Indigenous coastal communities have depended on ocean resources over millennia, but climate change is creating a more unpredictable ocean by influencing waves, sea level, temperature and other factors, profoundly impacting remote coastal communities.
The Pacific Islands Ocean Observing System (PacIOOS) within the University of Hawaiʻi at Mānoa’s School of Ocean and Earth Science and Technology (SOEST) is collaborating with partners in the Pacific Islands, the Pacific Northwest and Alaska to improve access to ocean data for Indigenous coastal communities through a new project funded by the National Science Foundation (NSF) Convergence Accelerator program.
The goal of the project is to get oceanographic data into the hands of Indigenous communities in a way that takes advantage of existing, lower-cost wave buoy technology and enables sustained community-led stewardship of the buoys.
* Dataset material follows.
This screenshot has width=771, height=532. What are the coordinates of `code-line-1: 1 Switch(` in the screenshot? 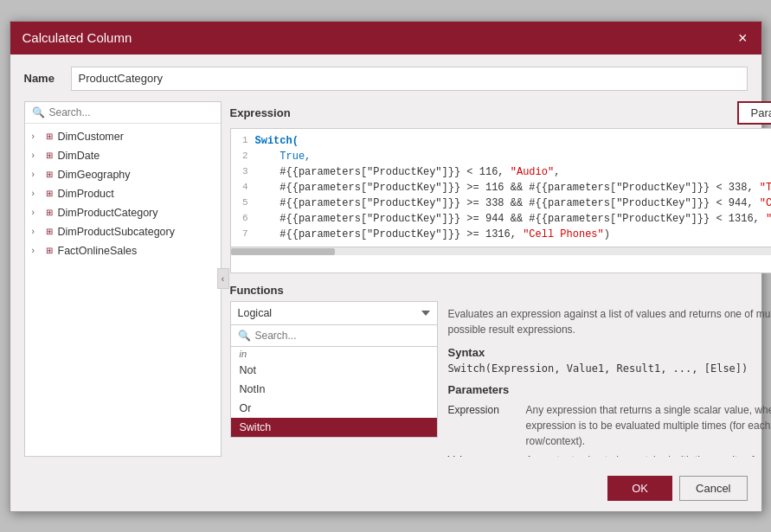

Through co-design, the team aims to revolutionize the status quo by providing new tools and new connections that will provide critical safety information at a locally relevant scale.
“Wave data, for example, can help a local mariner determine whether it is safe to fish that day or travel to another island to deliver goods,” said Melissa Iwamoto, director of PacIOOS and co-principal on the NSF project. “Our partners and users are asking for more ocean information to enhance safety and improve decision-making, and many also want more autonomy in maintaining the instrumentation.”
Collaboration is key to developing solutions
Partners will collectively work to develop solutions to overcome existing hurdles of observing technologies that are too expensive to purchase and sustain when conducted in isolation. They include three regional systems of the U.S. Integrated Ocean Observing System (PacIOOS in Hawaiʻi and the U.S. Pacific Islands, NANOOS in the northwest U.S. and AOOS in Alaska); Sofar Ocean, a low-cost buoy and sensor company; and Indigenous partners from the Pacific Islands (villages in the Marshall Islands and American Samoa via the Marshall Islands Conservation Society and the National Park of American Samoa), Washington coast (Quileute Tribe and Quinault Indian Nation) and Alaska (11 whaling villages in the Arctic).
In the initial phase of the project, partners will work to assess coastal community needs and determine how existing lower-cost Sofar Ocean Spotter wave buoy and Smart Mooring technologies can address those needs. Working together, they will develop community-driven stewardship programs that can maintain the buoys into the future in partnership with the regional ocean observing systems, utilizing the strengths of the regional systems to serve data to remote communities in ways that work for them.
The collaboration embraces new, lower-cost technologies and utilizes the power of local ownership for maintaining ocean observations that are critical to serve the blue economy worldwide. The Indigenous communities in turn will provide feedback on the utility of the technologies, as well as offer input on ocean conditions from centuries of local observations. The co-designed approach is in line with the focus of NSF’s Convergence Accelerator: advancing use-inspired solutions into practical applications that address large-scale societal challenges.
“Increased access to ocean data is essential for coastal communities’ safety and livelihoods,” said Iwamoto. “We are excited by how this project will help us to quickly advance our goals to address our user needs through collaboration with new and existing partners across disciplines and geographies.”
In addition to providing localized data for coastal communities, the data will be available for large-scale scientific research to improve understanding and prediction of coastal dynamics, especially in a changing ocean.
For more information, go to the SOEST website.
This project is an example of UH Mānoa’s goal of Excellence in Research: Advancing the Research and Creative Work Enterprise (PDF), one of four goals identified in the 2015–25 Strategic Plan (PDF), updated in December 2020.